Marlow's Ovid's Elegies, and some of the dissolute sallies of Green and Nash, seem to be here pointed out. I know not of any edition of Marston's Pygmalion's Image before the year 1598; and the Caltha Poetarum, or Bumble-Bee, one of the most exceptionable books of this kind, written by T. Cutwode, appeared in 1599 6. Shakspeare's Venus and Adonis, published in 1593, had given great offence to the graver readers of English verse ".

"Transl. Orl. Fur. Notes, B. xxxv. p. 296. 1633. Hence, or from an old play, the name of Holofernes got into Shakspeare.

14 I have before cited this collection, which appeared in 1597, vol. iii. 445. That was a second edition.

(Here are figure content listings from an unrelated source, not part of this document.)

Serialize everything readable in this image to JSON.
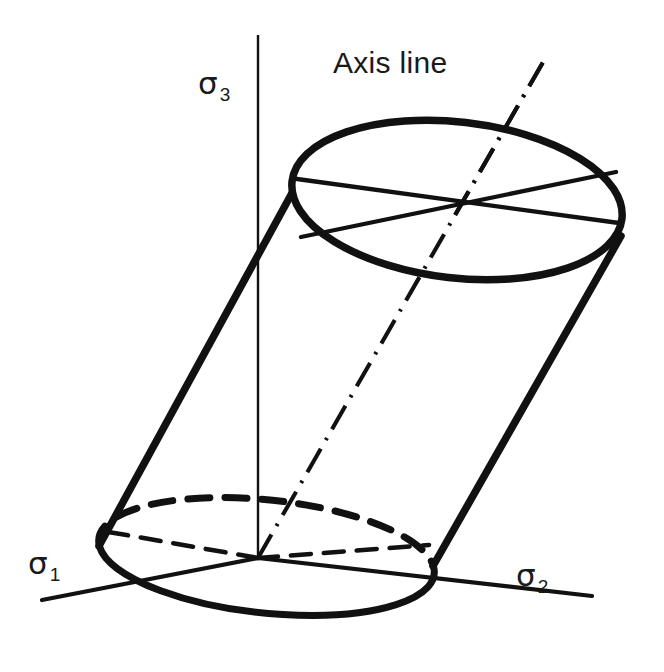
{
  "figure": {
    "background_color": "#ffffff",
    "stroke_color": "#111111",
    "labels": {
      "sigma1": "σ",
      "sigma1_sub": "1",
      "sigma2": "σ",
      "sigma2_sub": "2",
      "sigma3": "σ",
      "sigma3_sub": "3",
      "axis_line": "Axis line"
    },
    "geometry": {
      "origin": {
        "x": 258,
        "y": 558
      },
      "sigma3_axis": {
        "x1": 258,
        "y1": 35,
        "x2": 258,
        "y2": 558,
        "stroke_width": 2.2,
        "style": "solid"
      },
      "sigma1_axis": {
        "x1": 42,
        "y1": 600,
        "x2": 258,
        "y2": 558,
        "stroke_width": 4.2,
        "style": "solid"
      },
      "sigma2_axis": {
        "x1": 258,
        "y1": 558,
        "x2": 592,
        "y2": 596,
        "stroke_width": 4.2,
        "style": "solid"
      },
      "axis_line": {
        "x1": 258,
        "y1": 558,
        "x2": 546,
        "y2": 57,
        "stroke_width": 4.0,
        "style": "dash-dot"
      },
      "top_ellipse": {
        "cx": 457,
        "cy": 200,
        "rx": 166,
        "ry": 78,
        "rotation_deg": 6.5,
        "stroke_width": 7.5,
        "style": "solid"
      },
      "bottom_ellipse": {
        "cx": 265,
        "cy": 565,
        "rx": 167,
        "ry": 56,
        "rotation_deg": 6.0,
        "front_style": "solid",
        "back_style": "dashed",
        "stroke_width": 7.0
      },
      "left_wall": {
        "x1": 292,
        "y1": 193,
        "x2": 99,
        "y2": 546,
        "stroke_width": 7.5
      },
      "right_wall": {
        "x1": 621,
        "y1": 236,
        "x2": 433,
        "y2": 566,
        "stroke_width": 7.5
      },
      "top_chords": [
        {
          "x1": 296,
          "y1": 178,
          "x2": 620,
          "y2": 224,
          "stroke_width": 4.2
        },
        {
          "x1": 300,
          "y1": 237,
          "x2": 617,
          "y2": 171,
          "stroke_width": 4.2
        }
      ],
      "bottom_chords": [
        {
          "x1": 258,
          "y1": 558,
          "x2": 103,
          "y2": 530,
          "stroke_width": 4.6,
          "style": "dashed"
        },
        {
          "x1": 258,
          "y1": 558,
          "x2": 430,
          "y2": 545,
          "stroke_width": 4.6,
          "style": "dashed"
        }
      ]
    }
  }
}
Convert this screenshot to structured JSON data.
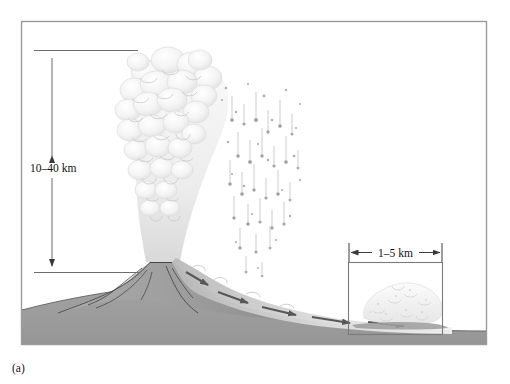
{
  "figure": {
    "panel_label": "(a)",
    "border_color": "#9b9b9b",
    "background_color": "#ffffff"
  },
  "annotations": {
    "column_height": {
      "label": "10–40 km",
      "orientation": "vertical",
      "arrow_style": "double-headed",
      "text_color": "#111111",
      "line_color": "#6d6d6d"
    },
    "flow_width": {
      "label": "1–5 km",
      "orientation": "horizontal",
      "arrow_style": "double-headed",
      "text_color": "#111111",
      "line_color": "#3a3a3a"
    }
  },
  "scene": {
    "ground_color": "#9c9c9c",
    "ground_shadow_color": "#8a8a8a",
    "volcano_color": "#a3a3a3",
    "volcano_outline_color": "#3c3c3c",
    "plume_color": "#f0f0f0",
    "plume_edge_color": "#d8d8d8",
    "ash_fall_color": "#b9b9b9",
    "flow_arrow_color": "#5e5e5e",
    "flow_cloud_color": "#ededed",
    "vent_streak_color": "#4a4a4a",
    "inset_box_color": "#7b7b7b"
  },
  "elements": {
    "eruption_column": "eruption-column",
    "ash_fall": "ash-fall",
    "volcano_cone": "volcano-cone",
    "pyroclastic_flow": "pyroclastic-flow",
    "pyroclastic_cloud": "pyroclastic-cloud",
    "ground_surface": "ground-surface",
    "inset_box": "inset-box"
  }
}
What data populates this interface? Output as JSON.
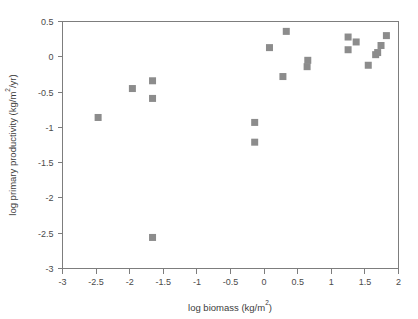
{
  "chart_data": {
    "type": "scatter",
    "title": "",
    "xlabel": "log biomass (kg/m2)",
    "xlabel_base": "log biomass (kg/m",
    "xlabel_exp": "2",
    "xlabel_tail": ")",
    "ylabel": "log primary productivity (kg/m2/yr)",
    "ylabel_base": "log primary productivity (kg/m",
    "ylabel_exp": "2",
    "ylabel_tail": "/yr)",
    "xlim": [
      -3,
      2
    ],
    "ylim": [
      -3,
      0.5
    ],
    "xticks": [
      -3,
      -2.5,
      -2,
      -1.5,
      -1,
      -0.5,
      0,
      0.5,
      1,
      1.5,
      2
    ],
    "xticklabels": [
      "-3",
      "-2.5",
      "-2",
      "-1.5",
      "-1",
      "-0.5",
      "0",
      "0.5",
      "1",
      "1.5",
      "2"
    ],
    "yticks": [
      0.5,
      0,
      -0.5,
      -1,
      -1.5,
      -2,
      -2.5,
      -3
    ],
    "yticklabels": [
      "0.5",
      "0",
      "-0.5",
      "-1",
      "-1.5",
      "-2",
      "-2.5",
      "-3"
    ],
    "grid": false,
    "legend": "none",
    "marker": "square",
    "marker_color": "#8c8c8c",
    "marker_size": 7,
    "points": [
      {
        "x": -2.47,
        "y": -0.86
      },
      {
        "x": -1.96,
        "y": -0.45
      },
      {
        "x": -1.66,
        "y": -0.34
      },
      {
        "x": -1.66,
        "y": -0.59
      },
      {
        "x": -1.66,
        "y": -2.56
      },
      {
        "x": -0.14,
        "y": -0.93
      },
      {
        "x": -0.14,
        "y": -1.21
      },
      {
        "x": 0.08,
        "y": 0.13
      },
      {
        "x": 0.28,
        "y": -0.28
      },
      {
        "x": 0.33,
        "y": 0.36
      },
      {
        "x": 0.65,
        "y": -0.05
      },
      {
        "x": 0.64,
        "y": -0.14
      },
      {
        "x": 1.25,
        "y": 0.28
      },
      {
        "x": 1.25,
        "y": 0.1
      },
      {
        "x": 1.37,
        "y": 0.21
      },
      {
        "x": 1.55,
        "y": -0.12
      },
      {
        "x": 1.66,
        "y": 0.03
      },
      {
        "x": 1.69,
        "y": 0.06
      },
      {
        "x": 1.74,
        "y": 0.16
      },
      {
        "x": 1.82,
        "y": 0.3
      }
    ]
  }
}
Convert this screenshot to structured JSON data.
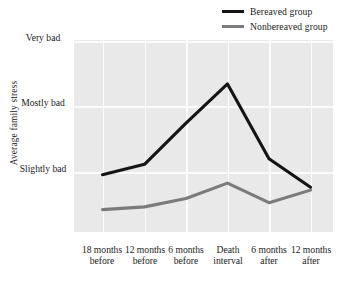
{
  "chart_data": {
    "type": "line",
    "title": "",
    "subtitle": "",
    "xlabel": "",
    "ylabel": "Average family stress",
    "grid": true,
    "legend_position": "top-right",
    "categories": [
      "18 months before",
      "12 months before",
      "6 months before",
      "Death interval",
      "6 months after",
      "12 months after"
    ],
    "x_tick_lines": [
      [
        "18 months",
        "before"
      ],
      [
        "12 months",
        "before"
      ],
      [
        "6 months",
        "before"
      ],
      [
        "Death",
        "interval"
      ],
      [
        "6 months",
        "after"
      ],
      [
        "12 months",
        "after"
      ]
    ],
    "y_tick_lines": [
      [
        "Very",
        "bad"
      ],
      [
        "Mostly",
        "bad"
      ],
      [
        "Slightly",
        "bad"
      ]
    ],
    "y_tick_values": [
      3,
      2,
      1
    ],
    "ylim": [
      0.3,
      3.05
    ],
    "series": [
      {
        "name": "Bereaved group",
        "color": "#141414",
        "values": [
          1.12,
          1.27,
          1.86,
          2.42,
          1.35,
          0.94
        ]
      },
      {
        "name": "Nonbereaved group",
        "color": "#7b7b7b",
        "values": [
          0.62,
          0.66,
          0.78,
          1.0,
          0.72,
          0.9
        ]
      }
    ],
    "legend": [
      {
        "label": "Bereaved group",
        "color": "#141414"
      },
      {
        "label": "Nonbereaved group",
        "color": "#7b7b7b"
      }
    ],
    "plot_background": "#e9e9e9",
    "gridline_color": "#fbfbfb"
  }
}
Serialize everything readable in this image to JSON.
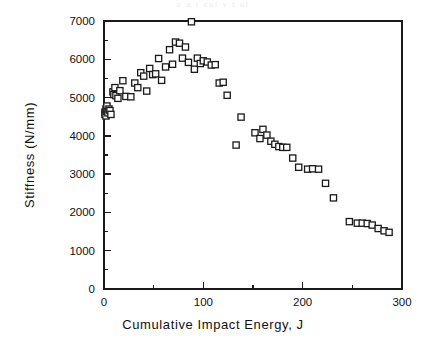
{
  "figure": {
    "top_artifact_text": "o        a                        t        cul v        t            ul",
    "background_color": "#ffffff",
    "frame_color": "#1a1a1a",
    "marker_fill": "#ffffff",
    "marker_edge": "#1a1a1a"
  },
  "chart_data": {
    "type": "scatter",
    "title": "",
    "subtitle": "",
    "xlabel": "Cumulative Impact Energy, J",
    "ylabel": "Stiffness  (N/mm)",
    "xlim": [
      0,
      300
    ],
    "ylim": [
      0,
      7000
    ],
    "xticks": [
      0,
      100,
      200,
      300
    ],
    "xtick_labels": [
      "0",
      "100",
      "200",
      "300"
    ],
    "xticks_minor": [
      50,
      150,
      250
    ],
    "yticks": [
      0,
      1000,
      2000,
      3000,
      4000,
      5000,
      6000,
      7000
    ],
    "ytick_labels": [
      "0",
      "1000",
      "2000",
      "3000",
      "4000",
      "5000",
      "6000",
      "7000"
    ],
    "yticks_minor": [
      500,
      1500,
      2500,
      3500,
      4500,
      5500,
      6500
    ],
    "grid": false,
    "legend": null,
    "marker": "open-square",
    "series": [
      {
        "name": "Stiffness vs cumulative impact energy",
        "points": [
          [
            1,
            4620
          ],
          [
            1,
            4560
          ],
          [
            2,
            4700
          ],
          [
            2,
            4520
          ],
          [
            3,
            4780
          ],
          [
            3,
            4640
          ],
          [
            4,
            4600
          ],
          [
            5,
            4700
          ],
          [
            6,
            4660
          ],
          [
            7,
            4560
          ],
          [
            9,
            5150
          ],
          [
            10,
            5080
          ],
          [
            11,
            5260
          ],
          [
            12,
            5050
          ],
          [
            14,
            4980
          ],
          [
            16,
            5180
          ],
          [
            19,
            5440
          ],
          [
            22,
            5030
          ],
          [
            27,
            5020
          ],
          [
            31,
            5380
          ],
          [
            34,
            5260
          ],
          [
            37,
            5650
          ],
          [
            40,
            5560
          ],
          [
            43,
            5170
          ],
          [
            46,
            5760
          ],
          [
            49,
            5600
          ],
          [
            52,
            5620
          ],
          [
            55,
            6020
          ],
          [
            58,
            5450
          ],
          [
            62,
            5800
          ],
          [
            66,
            6250
          ],
          [
            69,
            5870
          ],
          [
            72,
            6450
          ],
          [
            76,
            6420
          ],
          [
            79,
            6030
          ],
          [
            82,
            6320
          ],
          [
            85,
            5920
          ],
          [
            88,
            6980
          ],
          [
            91,
            5740
          ],
          [
            94,
            6030
          ],
          [
            97,
            5890
          ],
          [
            100,
            5960
          ],
          [
            104,
            5930
          ],
          [
            108,
            5850
          ],
          [
            112,
            5860
          ],
          [
            116,
            5380
          ],
          [
            120,
            5400
          ],
          [
            124,
            5060
          ],
          [
            133,
            3760
          ],
          [
            138,
            4490
          ],
          [
            152,
            4080
          ],
          [
            157,
            3930
          ],
          [
            160,
            4170
          ],
          [
            164,
            4020
          ],
          [
            168,
            3860
          ],
          [
            172,
            3780
          ],
          [
            176,
            3720
          ],
          [
            180,
            3700
          ],
          [
            184,
            3700
          ],
          [
            190,
            3420
          ],
          [
            196,
            3180
          ],
          [
            205,
            3130
          ],
          [
            210,
            3140
          ],
          [
            216,
            3130
          ],
          [
            223,
            2760
          ],
          [
            231,
            2380
          ],
          [
            247,
            1760
          ],
          [
            255,
            1720
          ],
          [
            260,
            1720
          ],
          [
            265,
            1710
          ],
          [
            270,
            1670
          ],
          [
            276,
            1580
          ],
          [
            282,
            1520
          ],
          [
            287,
            1480
          ]
        ]
      }
    ]
  }
}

To his Ecclesiastes there is a recommendatory poem by Lilly. Some of David's Psalms in verse appear with his name the same year.

13 B. i. 2. f. 4.

"To R. Olave, April 17, 1599. Registr. Station. C. f. 50. b.

"This we learn from a poem entitled, A Scourge for Paper Persecutors, by J. D. with an Inquisition against Paper Persecutors by A. H. Lond. for H. H. 1625, 4to. Signat. A. 3.

Making lewd Venus with eternall lines

To tye Adonis to her loues designes:
Fine wit is shown therein, but finer 't were

If not attired in such bawdy geere :

But be it as it will, the coyest dames
In priuate reade it for their closet-games.

In the subsequent Satire, our author more particularly censures the intemperance of his brethren; and illustrates their absolute inability to write, till their imaginations were animated by wine, in the following apt and witty comparison, which is worthy of Young.

As frozen dunghills in a winter's morn,
That void of vapours seemed all beforn,
Soon as the Sun sends out his piercing beams,
Exhale forth filthy smoak, and stinking steams;
So doth the base and the fore-barren brain,
Soon as the raging wine begins to raign.

In the succeeding lines, he confines his attack to Marlow, eminent for his drunken frolics, who was both a player and a poet, and whose tragedy of Tamerlane the Great, represented before the year 1588, published in 1590, and confessedly one of the worst of his plays, abounds in bombast. Its false splendour was also burlesqued by Beaumont and Fletcher in The Coxcomb; and it has these two lines, which are ridiculed by Pistol, in Shakspeare's King Henry the Fourth", addressed to the captive princes who drew Tamerlane's chariot:

Holla, you pamper'd jades of Asia,

What, can ye draw but twenty miles a day?

We should, in the mean time, remember, that by many of the most skilful of our dramatic writers, tragedy was now thought almost essentially and solely to consist, in the pomp of declamation, in sounding expressions, and unnatural amplifications of style. But to proceed:

One, higher pitch'd, doth set his soaring thought
On crowned kings that fortune low hath brought;
Or some vpreared high-aspiring swaine,
As it might be the Turkish Tamberlaine":
Then weeneth he his base drink-drowned spright
Rapt to the threefold loft of Heauen's hight:
When he conceiues upon his faigned stage
The stalking steps of his great personage

Graced with huff-cap termes, and thundering threats,
That his poor hearers hair quite vpright sets,
So soon as some braue-minded hungrie youth
Sees fitly frame to his wide-strained mouth,

See also Freeman's Epigrams, the second part, entitled, Run and a great Cast. Lond. 1614, 4to. Epigr. 92. Signat. K. 3.

18 A. ii. S. iv.

TO MASTER WILLIAM SHAKESPEARE.

Shakespeare, that nimble Mercury thy braine, &c.

Who list reade lust, there's Venus and Adonis,

True model of a most lasciuious letcher,

19 There is a piece entered to R. Jones, Aug. 14, 1590, entitled, Comicall Discourses of Tamberlain the Cithian [Scythian] Shepherd. Registr. Station, B. f. 262. b. Probably the story of Tamerlane was introduced into our early drama from the following publication: The Historie of the great Emperour Tamerlane, drawn from the antient Monuments of the Arabians. By messire Jean du Bec, abbot of Mortimer. Translated into English by H. M. London, for W. Ponsonbie, 1597, 4to. I cite from a second edition.